The 1938 tragedy prompted the river to be structurally altered. Tragedy often prompts the altering of structure. The concrete embankment, though something of an eyesore, does make it easy to cast. This would be a good thing if fish were plentiful. Research tells me they are. The spot used to be a fertile ground for migrating steelhead. Grizzly bears were known to occasionally come down and pull specimens from the bank. Things change. The grizzly is no longer a Southern California resident, and neither is the steelhead. The ever-changing ebb and flow seems to be the natural order of things. The river seems relatively stable. Though littered with shopping carts and Styrofoam, control is being given back to nature.

Nature can be a fickle entity. Nature doesn't discriminate. It calls spades spades. Though we saw several fish jump, none took the bait. We were using small dry flies. The flies were old and weathered. I imagine the bottom feeders saw right through our ploy. There is also a good chance they weren't buying what we were selling. The specks of Montana moss floating off the bits of feather and steel probably threw them off. The beasts were used to a steady diet of trash. All of my research pointed to the fact that the bottom feeders would eat just about anything. I assumed this also included the delicate artificial pairing of feather and steel. I assumed wrong. When you eat garbage, your body adjusts.

It has been a little over a year since I ran into Frank McCourt in Arizona. From what I can tell, he is beginning to look and feel like post-Popeye Robert Evans, a train wreck whose select moments of brilliance have begun to fade. Frank McCourt knows more about business than I ever will, but I think I know more about baseball. I think my palate is more developed. I wouldn't be a good fan if I didn't have such arrogant personal assumptions. I know, not so deep down, that this isn't really the case. Frank McCourt probably does have knowledge and an understanding of his own river. The problem is that, like Frank Shaw, he is more akin to the carp than the once mighty steelhead. Their decisions and their palate reflect the river that runs through their city. They are slow moving, garbage consuming creatures.

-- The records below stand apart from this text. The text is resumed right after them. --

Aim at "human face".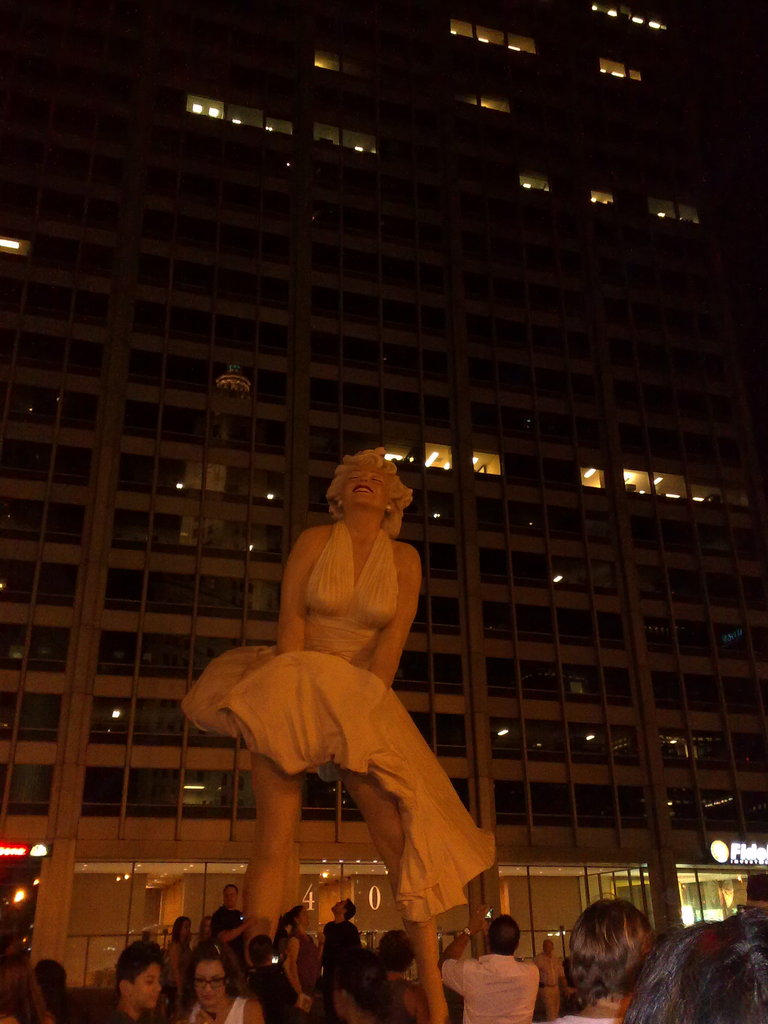
Aimed at bbox(333, 901, 348, 912).
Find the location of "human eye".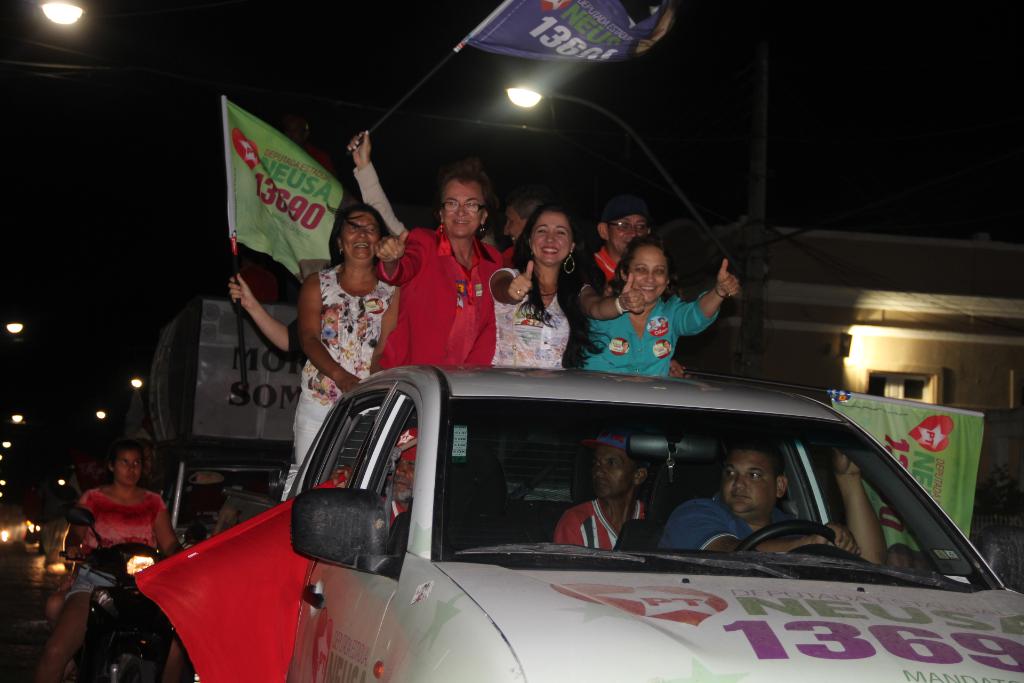
Location: crop(366, 225, 374, 233).
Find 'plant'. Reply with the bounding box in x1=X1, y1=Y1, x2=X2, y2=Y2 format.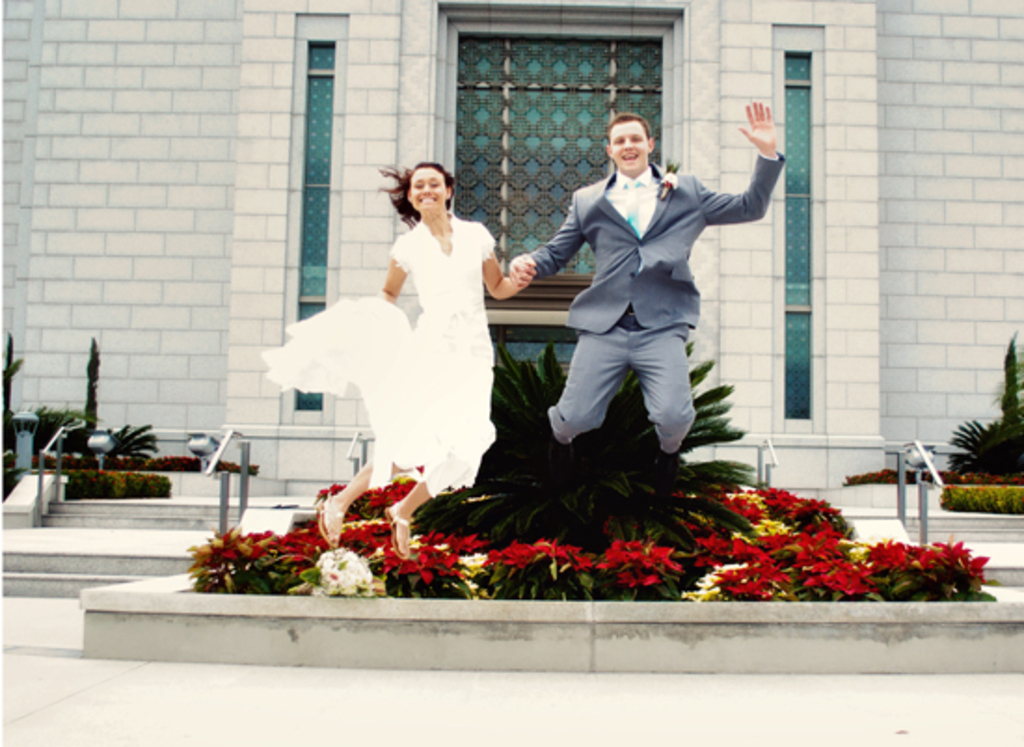
x1=17, y1=397, x2=88, y2=475.
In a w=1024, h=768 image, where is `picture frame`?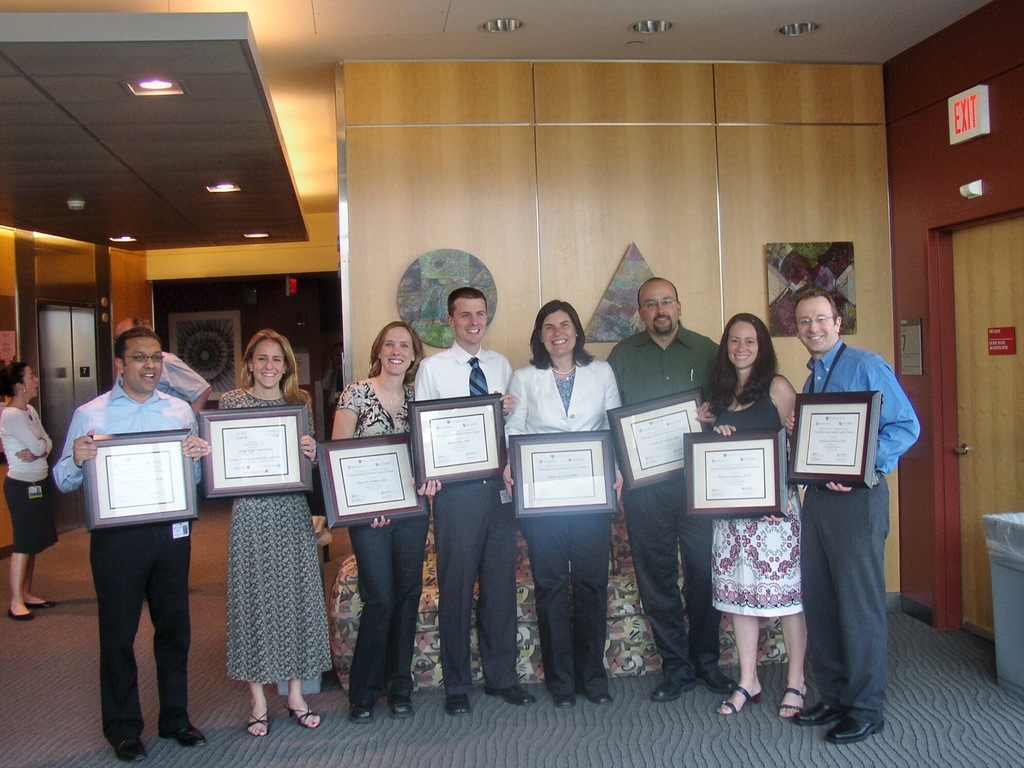
bbox=[512, 428, 621, 519].
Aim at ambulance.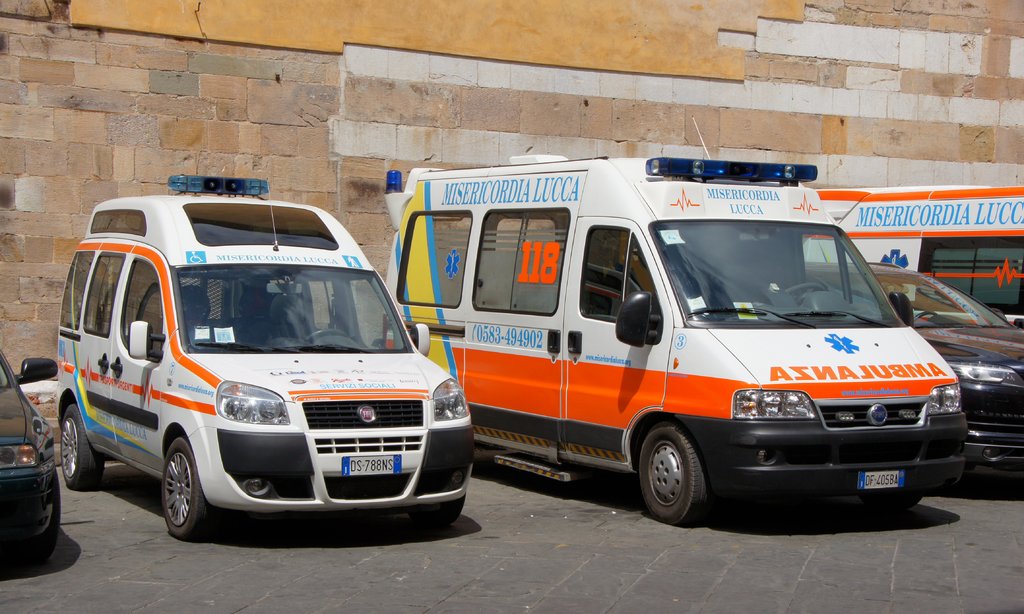
Aimed at BBox(387, 117, 969, 528).
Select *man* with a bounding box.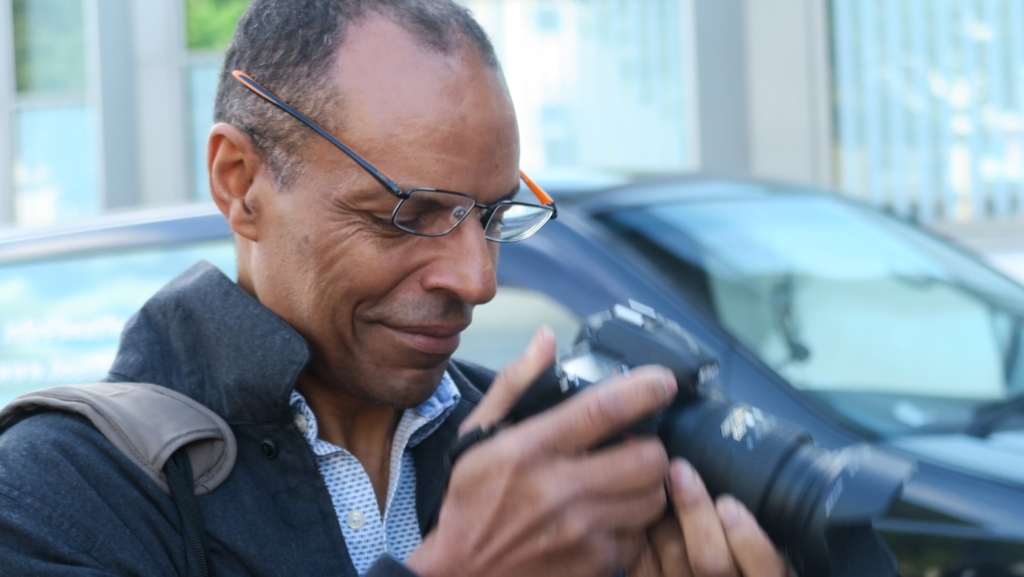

We spent some time navigating the concrete, but we didn't catch anything. We sipped coffee and watched as our respective flies floated, presumably, past the skeptical eyes of the bottom feeders. As a species, their survival has depended on them discerning what trash to eat and what trash to avoid. We left feeling good about our morning. We understood the river seeing it up close. It also helped me understand my relationship with the Dodgers a little bit better. Sometimes it's good to examine things in the light of history. Sometimes it's good to experience things from a distance.

Perspective is key to perfection; perspective is key to understanding the entirety of the journey. As we made our way back to our car, we talked about taxidermy and baseball memorabilia. Things we had found in thrift stores. Hidden gems. A Mickey Mantle minor league program. An elephant's foot. A fox pelt. Items whose greatness lies in an understanding of their existence in light of the passing of time. A baseball team must be viewed in the same way. Its existence, like that of the river, is perpetual, forever changing, wild, and unpredictable. Baseball teams are not bound by people, but by time and forces outside of our understanding. This is why we hold the bottom feeders to the highest standards. This is why we do our best to, at the very least, keep our own palates in check.